How a dovish Fed sparked a stock-market rally and tanked the U.S. dollar

The Federal Reserve and its chairman, Jerome Powell, changed their tune Wednesday, striking a surprisingly dovish tone that sparked a stock-market rally, tanked the U.S. dollar and roiled other financial markets.

The Fed hinted that it may be at the end of its rate-hike cycle and further surprised investors by issuing a separate statement regarding its balance sheet, indicating that its efforts to reduce the $4 trillion asset portfolio could end sooner than expected. The tone was seen as an about-face from the Fed’s hawkishly received December meeting when it delivered its fourth rate increase of 2018.

“This is one of the most dovish turnarounds by a Fed chair that I have ever seen in my 30-year career,” said Tom di Galoma, managing director at Seaport Global Holdings.

And the initial reaction across markets appeared in keeping with the perceived shift.

The message delivered by the Fed “just couldn’t be much better for both bonds and equities and for the credit markets that track Treasurys,” said Mark Grant, chief global strategist at B. Riley FBR, in a note.

Here’s a rundown of how markets reacted:

Stocks

Equities soared, surging in the wake of the Fed’s statement and during Powell’s news conference before trimming gains, but still ending sharply higher. The S&P 500 SPX, +1.55% closed up 1.6% at 2,681.05, a nearly seven-week high. The Dow Jones Industrial Average DJIA, +1.77% ended 434.90 points higher at 25,014.86, a gain of 1.8%.

For the S&P 500, it was the biggest one-day gain on the final day of a Fed meeting since December 2014, according to Dow Jones Market Data.

Treasurys

The remarks sparked a Treasury rally that saw yields (which move in the opposite direction of price) drop, particularly at the short end, leaving the yield curve — a line plotting yields across all maturities — to steepen. Yields at the short end are more sensitive to expectations surrounding Fed policy. The yield on the two-year Treasury note TMUBMUSD02Y, -0.64% fell 4.4 basis points to 2.524%, while the 10-year yield TMUBMUSD10Y, -0.07% declined 1.8 basis points to 2.694%.

The dollar

The U.S. dollar may have bore the brunt of the market reaction, selling off across the board after the Fed’s dovish surprise. The euro EURUSD, +0.1219% and the Japanese yen USDJPY, -0.14% both strengthened sharply, leaving the ICE U.S. Dollar Index DXY, -0.08% a measure of the currency against a basket of six major rivals, erasing gains to turn lower.

Now what?

Not everyone was popping the champagne. Some economists feared the Fed had eroded its credibility, caving in to market pressure.

“Talk about a Fed put,” said Ian Shepherdson, chief economist at Pantheon Macroeconomics, in a note, referring to the idea that central bank policy makers have grown increasingly sensitive over the years to stock-market declines and stand ready to intervene in an effort to provide calm. (In real life, a put is an option that gives the caller the right, but not the obligation, to sell an asset at a set price by a certain time, a potentially valuable hedge if the underlying asset heads south).

Shepherdson, who described the Fed as “excessively” dovish, said the degree of steepening of the two- versus 30-year yield curve “suggests that not all bond investors are thrilled with the speed at which the Fed has backed away from its previous position.”

The meeting shows policy makers are “going all-in on the slowdown story, despite the incredibly tight labor market, accelerating wages and rising business price expectations,” he said, which could force policy makers to “spin on a dime” and resume tightening around midyear in order to avoid a “serious policy error” if the economy holds up.

Others played down the Fed’s rhetorical shift. Eric Winograd, senior economist at AB, described it as a completion of the Fed’s pivot from policy “normalization” to a “data-dependent” stance, which he termed “entirely appropriate” given signs the economy is slowing.

“Honestly, I don’t think things are much different after the meeting than before,” he said in a note. “The committee did not want to repeat the debacle that was the December meeting and so were thoroughly dovish. The more dovish they are today, the better the economic outlook becomes and thus the higher the probability is that they will eventually have to start raising rates again. I continue to expect that to happen, but not until the second half of the year.”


WHAT NEEDS TO BE DONE:
Only the lines that include "Other" should be copied from the data below.
========
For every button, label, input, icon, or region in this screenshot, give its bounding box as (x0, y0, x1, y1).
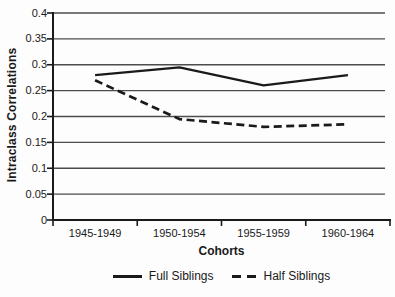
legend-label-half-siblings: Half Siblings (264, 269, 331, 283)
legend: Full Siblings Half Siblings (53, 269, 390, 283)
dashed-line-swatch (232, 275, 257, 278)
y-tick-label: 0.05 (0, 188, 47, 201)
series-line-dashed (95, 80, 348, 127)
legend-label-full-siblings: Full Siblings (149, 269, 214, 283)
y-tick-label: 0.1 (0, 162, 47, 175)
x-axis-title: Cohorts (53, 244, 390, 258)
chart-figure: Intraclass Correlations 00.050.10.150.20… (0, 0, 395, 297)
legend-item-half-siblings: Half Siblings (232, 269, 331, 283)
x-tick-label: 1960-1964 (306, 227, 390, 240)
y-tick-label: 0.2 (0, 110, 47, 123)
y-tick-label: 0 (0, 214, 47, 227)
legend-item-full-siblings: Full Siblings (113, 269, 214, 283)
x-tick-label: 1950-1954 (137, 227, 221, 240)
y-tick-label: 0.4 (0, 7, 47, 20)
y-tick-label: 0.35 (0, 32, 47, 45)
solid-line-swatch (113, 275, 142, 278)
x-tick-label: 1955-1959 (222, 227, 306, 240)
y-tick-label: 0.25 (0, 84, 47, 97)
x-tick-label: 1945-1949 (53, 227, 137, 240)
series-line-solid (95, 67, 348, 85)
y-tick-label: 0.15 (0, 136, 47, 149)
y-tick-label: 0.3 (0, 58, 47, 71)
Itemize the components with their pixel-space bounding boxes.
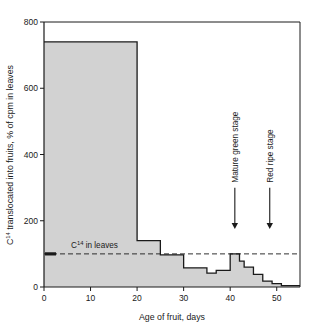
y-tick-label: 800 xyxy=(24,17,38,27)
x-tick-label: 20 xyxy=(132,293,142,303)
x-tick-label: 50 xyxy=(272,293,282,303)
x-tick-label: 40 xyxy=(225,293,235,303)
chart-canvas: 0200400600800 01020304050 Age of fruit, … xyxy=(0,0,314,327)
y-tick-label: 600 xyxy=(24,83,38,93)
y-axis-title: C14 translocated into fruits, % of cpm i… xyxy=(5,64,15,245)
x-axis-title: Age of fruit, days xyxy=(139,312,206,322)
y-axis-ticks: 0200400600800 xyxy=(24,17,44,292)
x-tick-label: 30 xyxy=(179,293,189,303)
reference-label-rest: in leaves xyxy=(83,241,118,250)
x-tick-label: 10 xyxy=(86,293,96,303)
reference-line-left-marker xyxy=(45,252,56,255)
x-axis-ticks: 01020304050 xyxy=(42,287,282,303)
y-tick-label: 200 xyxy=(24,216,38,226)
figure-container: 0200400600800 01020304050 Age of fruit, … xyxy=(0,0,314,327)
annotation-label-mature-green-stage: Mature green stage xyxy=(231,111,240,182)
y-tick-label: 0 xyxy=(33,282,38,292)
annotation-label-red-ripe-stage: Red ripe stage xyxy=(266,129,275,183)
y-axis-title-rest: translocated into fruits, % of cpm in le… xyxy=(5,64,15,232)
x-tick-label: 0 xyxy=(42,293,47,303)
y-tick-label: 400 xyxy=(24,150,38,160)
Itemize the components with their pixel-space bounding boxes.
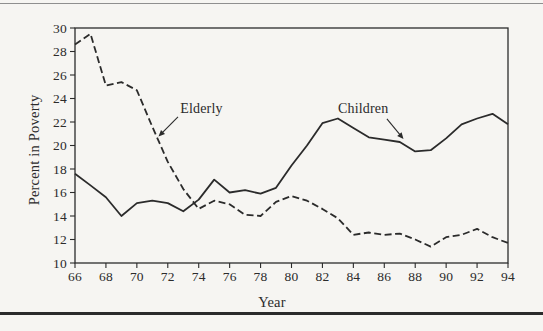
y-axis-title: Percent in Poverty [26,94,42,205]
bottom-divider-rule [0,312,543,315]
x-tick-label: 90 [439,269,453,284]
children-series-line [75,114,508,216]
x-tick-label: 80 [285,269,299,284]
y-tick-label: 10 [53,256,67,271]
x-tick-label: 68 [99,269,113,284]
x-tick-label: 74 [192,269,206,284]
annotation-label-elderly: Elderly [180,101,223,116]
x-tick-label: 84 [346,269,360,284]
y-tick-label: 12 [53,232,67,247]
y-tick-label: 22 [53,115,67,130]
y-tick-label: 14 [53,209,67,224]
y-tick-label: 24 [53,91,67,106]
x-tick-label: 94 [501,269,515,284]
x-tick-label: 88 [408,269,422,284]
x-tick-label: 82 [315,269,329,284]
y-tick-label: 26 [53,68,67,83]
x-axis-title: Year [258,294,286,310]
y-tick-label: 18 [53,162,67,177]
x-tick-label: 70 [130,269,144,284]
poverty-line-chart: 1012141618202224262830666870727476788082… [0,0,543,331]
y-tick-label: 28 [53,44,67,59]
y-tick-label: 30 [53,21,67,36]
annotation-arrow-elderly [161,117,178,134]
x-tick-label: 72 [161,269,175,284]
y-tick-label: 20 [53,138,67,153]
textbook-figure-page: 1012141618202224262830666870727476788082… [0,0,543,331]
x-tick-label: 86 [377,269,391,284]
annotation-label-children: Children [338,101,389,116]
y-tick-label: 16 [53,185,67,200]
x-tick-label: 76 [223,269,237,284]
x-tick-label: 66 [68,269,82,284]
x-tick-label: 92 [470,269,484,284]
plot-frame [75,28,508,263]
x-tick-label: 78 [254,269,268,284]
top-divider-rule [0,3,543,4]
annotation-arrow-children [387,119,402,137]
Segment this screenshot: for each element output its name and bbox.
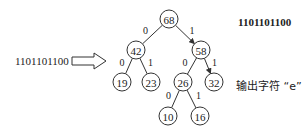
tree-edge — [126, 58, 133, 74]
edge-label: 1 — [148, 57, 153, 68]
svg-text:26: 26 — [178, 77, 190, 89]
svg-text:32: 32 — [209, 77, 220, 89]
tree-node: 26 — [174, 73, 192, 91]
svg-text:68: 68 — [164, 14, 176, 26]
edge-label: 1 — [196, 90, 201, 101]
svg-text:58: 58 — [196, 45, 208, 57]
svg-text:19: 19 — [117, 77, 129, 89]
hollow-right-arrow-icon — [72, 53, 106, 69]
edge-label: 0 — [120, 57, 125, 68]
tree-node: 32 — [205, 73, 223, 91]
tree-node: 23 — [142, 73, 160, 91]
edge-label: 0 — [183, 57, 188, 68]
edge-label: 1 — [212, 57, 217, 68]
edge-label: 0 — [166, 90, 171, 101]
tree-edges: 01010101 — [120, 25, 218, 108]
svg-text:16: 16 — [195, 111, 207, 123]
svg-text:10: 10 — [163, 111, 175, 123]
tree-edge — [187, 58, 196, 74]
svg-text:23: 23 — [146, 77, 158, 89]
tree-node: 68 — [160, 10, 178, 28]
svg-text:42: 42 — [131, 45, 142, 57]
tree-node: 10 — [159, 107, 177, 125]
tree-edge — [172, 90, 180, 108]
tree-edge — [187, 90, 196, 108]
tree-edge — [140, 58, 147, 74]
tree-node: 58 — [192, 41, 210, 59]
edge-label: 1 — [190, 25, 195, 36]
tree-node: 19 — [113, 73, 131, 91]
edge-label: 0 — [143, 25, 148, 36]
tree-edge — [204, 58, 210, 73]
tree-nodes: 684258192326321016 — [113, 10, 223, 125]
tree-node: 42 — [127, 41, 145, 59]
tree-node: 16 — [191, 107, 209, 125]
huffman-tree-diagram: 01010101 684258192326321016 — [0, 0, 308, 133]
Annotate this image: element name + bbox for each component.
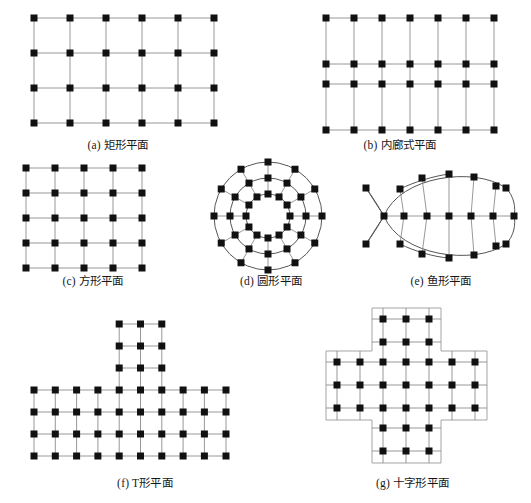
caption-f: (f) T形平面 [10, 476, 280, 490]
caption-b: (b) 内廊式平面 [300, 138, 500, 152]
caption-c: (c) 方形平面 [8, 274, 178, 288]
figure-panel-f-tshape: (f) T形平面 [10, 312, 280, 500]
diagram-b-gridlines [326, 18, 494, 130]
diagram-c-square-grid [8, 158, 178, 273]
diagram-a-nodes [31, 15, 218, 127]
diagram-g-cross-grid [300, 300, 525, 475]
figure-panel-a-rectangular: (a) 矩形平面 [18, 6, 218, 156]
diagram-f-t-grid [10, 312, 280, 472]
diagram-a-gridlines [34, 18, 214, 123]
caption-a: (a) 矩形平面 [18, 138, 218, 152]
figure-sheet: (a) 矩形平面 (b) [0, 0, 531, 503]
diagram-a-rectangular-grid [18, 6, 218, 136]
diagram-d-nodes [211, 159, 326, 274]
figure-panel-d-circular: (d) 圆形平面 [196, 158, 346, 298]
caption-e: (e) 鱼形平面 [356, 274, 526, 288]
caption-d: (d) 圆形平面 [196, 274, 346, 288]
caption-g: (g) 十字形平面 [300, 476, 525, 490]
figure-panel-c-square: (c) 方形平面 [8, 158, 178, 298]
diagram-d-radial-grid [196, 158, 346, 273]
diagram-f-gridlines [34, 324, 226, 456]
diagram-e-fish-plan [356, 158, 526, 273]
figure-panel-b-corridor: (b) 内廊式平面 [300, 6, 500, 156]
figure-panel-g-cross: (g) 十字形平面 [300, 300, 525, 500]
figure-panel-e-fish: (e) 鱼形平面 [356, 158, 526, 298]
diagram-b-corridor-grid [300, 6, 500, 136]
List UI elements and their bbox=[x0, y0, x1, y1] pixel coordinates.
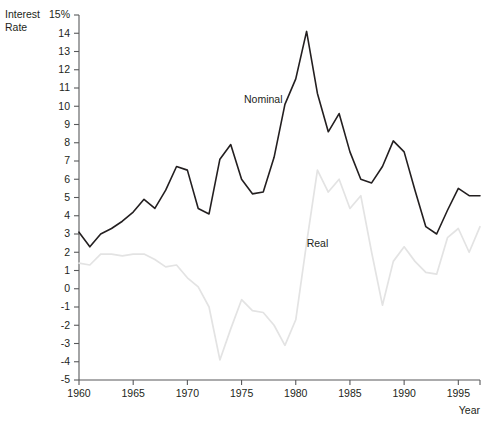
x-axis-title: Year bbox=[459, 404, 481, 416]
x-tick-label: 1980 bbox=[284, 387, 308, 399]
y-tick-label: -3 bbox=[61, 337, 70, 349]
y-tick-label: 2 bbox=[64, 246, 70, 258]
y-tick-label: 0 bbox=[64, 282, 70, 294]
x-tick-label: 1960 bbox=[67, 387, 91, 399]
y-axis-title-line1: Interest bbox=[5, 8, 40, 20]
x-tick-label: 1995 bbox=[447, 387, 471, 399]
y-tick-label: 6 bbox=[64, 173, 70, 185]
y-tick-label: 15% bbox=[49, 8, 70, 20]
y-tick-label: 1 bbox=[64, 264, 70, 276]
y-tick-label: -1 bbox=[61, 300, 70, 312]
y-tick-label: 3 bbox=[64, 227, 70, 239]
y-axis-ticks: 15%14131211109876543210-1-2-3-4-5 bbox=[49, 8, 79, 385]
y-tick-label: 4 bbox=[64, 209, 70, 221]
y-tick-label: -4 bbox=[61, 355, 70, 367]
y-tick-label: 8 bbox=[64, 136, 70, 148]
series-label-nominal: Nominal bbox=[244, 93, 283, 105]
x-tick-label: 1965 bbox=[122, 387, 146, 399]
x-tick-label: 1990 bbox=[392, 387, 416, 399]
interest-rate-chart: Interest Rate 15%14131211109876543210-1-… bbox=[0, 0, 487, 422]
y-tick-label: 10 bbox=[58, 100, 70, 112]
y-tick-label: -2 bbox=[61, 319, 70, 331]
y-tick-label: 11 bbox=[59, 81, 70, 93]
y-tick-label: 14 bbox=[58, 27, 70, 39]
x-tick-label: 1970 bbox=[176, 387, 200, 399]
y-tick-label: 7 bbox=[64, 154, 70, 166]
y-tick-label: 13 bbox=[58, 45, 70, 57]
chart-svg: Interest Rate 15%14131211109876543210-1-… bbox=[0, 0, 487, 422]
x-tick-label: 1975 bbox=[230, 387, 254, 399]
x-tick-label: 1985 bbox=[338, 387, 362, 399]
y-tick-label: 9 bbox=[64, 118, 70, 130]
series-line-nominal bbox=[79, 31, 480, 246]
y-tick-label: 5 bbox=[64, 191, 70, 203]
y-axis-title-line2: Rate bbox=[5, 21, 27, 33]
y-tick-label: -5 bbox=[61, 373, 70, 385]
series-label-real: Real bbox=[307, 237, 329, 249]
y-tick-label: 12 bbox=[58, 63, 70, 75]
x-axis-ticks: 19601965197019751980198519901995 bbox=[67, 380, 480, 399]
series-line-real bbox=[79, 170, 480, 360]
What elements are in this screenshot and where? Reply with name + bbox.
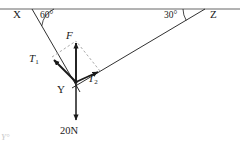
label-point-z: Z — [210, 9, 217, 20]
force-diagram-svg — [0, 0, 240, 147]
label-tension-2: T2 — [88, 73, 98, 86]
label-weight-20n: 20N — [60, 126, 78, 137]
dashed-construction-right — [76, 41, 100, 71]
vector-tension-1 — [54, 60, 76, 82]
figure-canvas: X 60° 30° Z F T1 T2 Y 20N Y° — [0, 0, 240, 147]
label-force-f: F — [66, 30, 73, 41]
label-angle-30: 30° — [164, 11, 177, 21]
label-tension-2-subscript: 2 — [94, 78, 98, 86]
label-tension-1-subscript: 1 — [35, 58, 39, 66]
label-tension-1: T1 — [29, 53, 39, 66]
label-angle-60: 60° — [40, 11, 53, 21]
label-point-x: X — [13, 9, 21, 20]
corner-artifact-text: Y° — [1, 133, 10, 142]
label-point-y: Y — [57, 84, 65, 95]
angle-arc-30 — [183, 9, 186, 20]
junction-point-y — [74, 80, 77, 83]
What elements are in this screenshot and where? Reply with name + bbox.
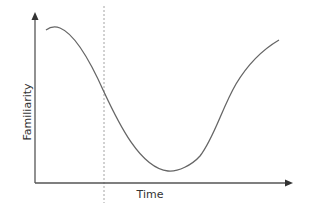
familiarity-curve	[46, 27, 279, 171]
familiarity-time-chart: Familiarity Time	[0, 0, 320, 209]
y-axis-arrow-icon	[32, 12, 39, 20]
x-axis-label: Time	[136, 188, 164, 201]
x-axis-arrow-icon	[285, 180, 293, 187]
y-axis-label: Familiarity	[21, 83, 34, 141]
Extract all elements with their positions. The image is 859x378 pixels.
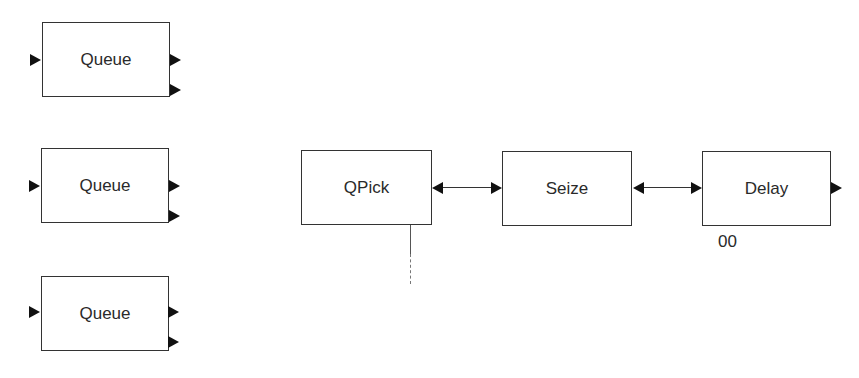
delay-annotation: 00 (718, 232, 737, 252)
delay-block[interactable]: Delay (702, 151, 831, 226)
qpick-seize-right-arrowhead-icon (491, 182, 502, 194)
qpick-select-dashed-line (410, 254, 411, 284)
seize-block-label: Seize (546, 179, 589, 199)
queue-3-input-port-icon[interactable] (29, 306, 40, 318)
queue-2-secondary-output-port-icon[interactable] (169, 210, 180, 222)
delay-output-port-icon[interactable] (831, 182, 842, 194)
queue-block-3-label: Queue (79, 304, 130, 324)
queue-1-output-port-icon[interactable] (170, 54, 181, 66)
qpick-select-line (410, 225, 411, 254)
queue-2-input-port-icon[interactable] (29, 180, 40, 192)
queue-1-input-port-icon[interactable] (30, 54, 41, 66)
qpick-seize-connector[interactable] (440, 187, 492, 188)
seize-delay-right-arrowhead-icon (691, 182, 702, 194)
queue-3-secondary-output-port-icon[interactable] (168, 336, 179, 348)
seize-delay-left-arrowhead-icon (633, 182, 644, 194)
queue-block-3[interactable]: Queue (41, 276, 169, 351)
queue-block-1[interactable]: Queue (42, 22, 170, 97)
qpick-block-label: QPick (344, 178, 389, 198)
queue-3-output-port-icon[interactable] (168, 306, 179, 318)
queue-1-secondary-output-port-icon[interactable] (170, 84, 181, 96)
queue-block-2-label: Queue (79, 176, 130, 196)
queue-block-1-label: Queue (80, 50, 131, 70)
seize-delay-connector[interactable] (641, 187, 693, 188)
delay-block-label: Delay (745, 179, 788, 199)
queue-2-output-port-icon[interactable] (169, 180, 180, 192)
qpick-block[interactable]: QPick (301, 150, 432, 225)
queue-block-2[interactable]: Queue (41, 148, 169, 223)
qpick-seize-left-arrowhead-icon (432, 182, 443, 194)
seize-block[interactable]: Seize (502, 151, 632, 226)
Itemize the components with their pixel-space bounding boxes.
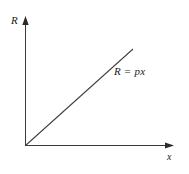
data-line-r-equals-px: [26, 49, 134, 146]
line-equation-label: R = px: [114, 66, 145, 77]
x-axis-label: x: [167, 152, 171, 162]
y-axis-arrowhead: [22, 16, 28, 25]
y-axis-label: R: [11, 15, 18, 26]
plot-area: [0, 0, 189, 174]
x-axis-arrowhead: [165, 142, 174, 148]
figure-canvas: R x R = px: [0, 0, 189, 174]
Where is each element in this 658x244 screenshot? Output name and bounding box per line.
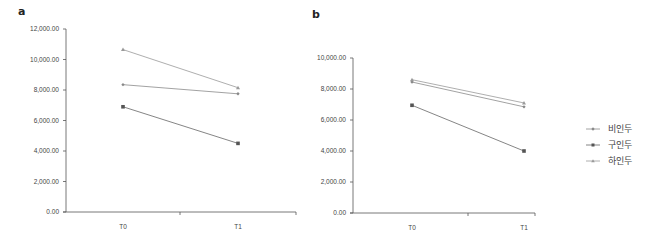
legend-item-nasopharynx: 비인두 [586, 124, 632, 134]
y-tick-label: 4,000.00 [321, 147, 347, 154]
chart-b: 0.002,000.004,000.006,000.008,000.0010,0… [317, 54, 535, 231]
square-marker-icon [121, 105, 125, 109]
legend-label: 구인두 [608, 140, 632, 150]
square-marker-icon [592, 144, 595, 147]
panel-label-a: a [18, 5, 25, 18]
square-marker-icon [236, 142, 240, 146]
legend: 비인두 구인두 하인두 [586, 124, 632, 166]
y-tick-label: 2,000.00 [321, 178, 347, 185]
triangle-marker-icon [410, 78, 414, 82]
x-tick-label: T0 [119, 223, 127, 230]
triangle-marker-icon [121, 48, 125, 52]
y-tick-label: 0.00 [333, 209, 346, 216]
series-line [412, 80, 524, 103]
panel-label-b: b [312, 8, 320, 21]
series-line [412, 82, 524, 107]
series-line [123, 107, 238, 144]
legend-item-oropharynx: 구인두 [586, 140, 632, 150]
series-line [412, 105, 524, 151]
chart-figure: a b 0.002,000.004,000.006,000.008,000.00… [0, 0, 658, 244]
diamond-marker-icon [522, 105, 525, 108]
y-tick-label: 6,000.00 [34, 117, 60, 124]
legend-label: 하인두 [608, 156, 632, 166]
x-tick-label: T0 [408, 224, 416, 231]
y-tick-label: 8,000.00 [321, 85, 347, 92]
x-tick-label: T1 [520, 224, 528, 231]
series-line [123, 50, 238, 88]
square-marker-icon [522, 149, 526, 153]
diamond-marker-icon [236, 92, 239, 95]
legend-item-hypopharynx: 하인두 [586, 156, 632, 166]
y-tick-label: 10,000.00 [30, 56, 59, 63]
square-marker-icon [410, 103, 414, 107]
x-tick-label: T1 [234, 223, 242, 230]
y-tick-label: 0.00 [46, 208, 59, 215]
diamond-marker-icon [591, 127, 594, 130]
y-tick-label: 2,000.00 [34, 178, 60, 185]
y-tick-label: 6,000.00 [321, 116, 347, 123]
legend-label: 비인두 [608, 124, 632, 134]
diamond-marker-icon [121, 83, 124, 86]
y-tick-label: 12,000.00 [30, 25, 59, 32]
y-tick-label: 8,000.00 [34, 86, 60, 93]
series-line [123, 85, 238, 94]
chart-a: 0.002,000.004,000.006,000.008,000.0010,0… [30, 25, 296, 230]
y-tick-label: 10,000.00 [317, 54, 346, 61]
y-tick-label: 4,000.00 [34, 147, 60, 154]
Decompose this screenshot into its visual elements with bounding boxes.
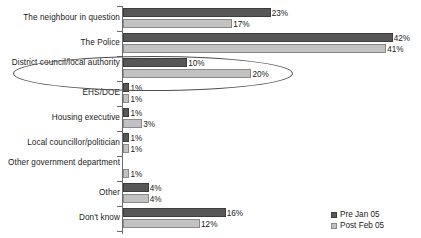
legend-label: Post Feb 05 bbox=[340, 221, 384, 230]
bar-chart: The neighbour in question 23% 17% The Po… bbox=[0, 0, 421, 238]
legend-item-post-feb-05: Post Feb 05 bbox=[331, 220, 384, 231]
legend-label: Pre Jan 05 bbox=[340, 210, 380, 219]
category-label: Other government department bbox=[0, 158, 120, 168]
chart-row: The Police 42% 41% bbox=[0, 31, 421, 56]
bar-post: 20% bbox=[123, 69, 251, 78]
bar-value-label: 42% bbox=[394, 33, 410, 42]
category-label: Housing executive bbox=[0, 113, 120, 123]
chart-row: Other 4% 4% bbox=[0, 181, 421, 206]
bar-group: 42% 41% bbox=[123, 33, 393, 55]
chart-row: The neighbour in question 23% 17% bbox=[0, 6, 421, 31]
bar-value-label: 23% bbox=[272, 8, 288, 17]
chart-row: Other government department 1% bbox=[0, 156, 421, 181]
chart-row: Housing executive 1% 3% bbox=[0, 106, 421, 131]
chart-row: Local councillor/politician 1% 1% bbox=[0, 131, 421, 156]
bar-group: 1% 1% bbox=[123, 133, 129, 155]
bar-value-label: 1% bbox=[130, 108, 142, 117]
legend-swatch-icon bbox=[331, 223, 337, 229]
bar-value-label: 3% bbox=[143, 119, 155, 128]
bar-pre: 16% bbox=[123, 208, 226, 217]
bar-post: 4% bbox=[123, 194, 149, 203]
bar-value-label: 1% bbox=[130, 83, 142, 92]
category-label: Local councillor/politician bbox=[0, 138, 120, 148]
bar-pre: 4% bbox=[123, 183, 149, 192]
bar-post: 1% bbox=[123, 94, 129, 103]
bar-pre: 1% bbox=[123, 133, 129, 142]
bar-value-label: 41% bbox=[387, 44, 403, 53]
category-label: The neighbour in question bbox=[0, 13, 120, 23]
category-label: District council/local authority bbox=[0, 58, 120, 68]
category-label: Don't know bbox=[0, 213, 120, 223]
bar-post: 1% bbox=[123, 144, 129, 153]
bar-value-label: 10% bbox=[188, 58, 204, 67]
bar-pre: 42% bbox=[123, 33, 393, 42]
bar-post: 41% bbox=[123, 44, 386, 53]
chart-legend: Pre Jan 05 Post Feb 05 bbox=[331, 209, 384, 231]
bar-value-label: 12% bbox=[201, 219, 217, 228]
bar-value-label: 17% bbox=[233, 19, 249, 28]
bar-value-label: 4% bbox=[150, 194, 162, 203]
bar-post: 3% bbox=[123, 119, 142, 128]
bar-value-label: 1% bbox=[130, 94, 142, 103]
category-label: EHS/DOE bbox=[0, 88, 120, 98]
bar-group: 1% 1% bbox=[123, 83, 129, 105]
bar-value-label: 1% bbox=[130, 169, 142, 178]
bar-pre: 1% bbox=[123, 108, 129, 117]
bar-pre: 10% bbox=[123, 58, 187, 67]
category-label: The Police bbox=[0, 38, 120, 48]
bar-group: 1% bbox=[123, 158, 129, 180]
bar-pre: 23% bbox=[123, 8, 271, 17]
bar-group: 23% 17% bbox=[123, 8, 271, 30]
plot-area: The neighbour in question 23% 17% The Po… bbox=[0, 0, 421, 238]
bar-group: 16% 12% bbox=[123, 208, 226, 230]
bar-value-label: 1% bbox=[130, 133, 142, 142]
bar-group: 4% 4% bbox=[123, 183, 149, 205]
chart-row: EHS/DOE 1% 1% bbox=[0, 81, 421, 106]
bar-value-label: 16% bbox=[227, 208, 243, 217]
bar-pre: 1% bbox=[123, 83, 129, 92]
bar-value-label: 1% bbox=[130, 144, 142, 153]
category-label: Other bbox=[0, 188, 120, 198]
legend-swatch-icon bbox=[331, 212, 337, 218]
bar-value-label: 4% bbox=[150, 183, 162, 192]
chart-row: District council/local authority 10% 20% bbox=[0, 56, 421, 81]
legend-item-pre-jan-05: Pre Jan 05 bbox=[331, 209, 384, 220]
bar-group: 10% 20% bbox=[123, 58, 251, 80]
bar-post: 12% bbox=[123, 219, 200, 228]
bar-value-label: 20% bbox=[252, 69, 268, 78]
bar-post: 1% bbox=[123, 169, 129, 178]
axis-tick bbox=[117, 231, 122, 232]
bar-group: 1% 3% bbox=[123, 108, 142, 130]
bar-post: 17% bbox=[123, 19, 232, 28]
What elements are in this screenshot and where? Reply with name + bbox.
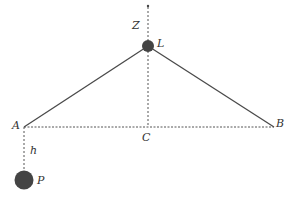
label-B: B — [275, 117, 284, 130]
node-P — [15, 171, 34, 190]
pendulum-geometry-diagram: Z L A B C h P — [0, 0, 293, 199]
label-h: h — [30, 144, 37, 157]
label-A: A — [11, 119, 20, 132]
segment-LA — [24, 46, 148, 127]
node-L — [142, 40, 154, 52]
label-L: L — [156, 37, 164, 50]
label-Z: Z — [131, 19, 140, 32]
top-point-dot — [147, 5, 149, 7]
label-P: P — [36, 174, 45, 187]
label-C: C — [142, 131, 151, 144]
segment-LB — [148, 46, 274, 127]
========
WORKED SOLUTION:
category-label: Other government department bbox=[0, 158, 120, 168]
chart-row: Other 4% 4% bbox=[0, 181, 421, 206]
chart-row: Other government department 1% bbox=[0, 156, 421, 181]
category-label: Other bbox=[0, 188, 120, 198]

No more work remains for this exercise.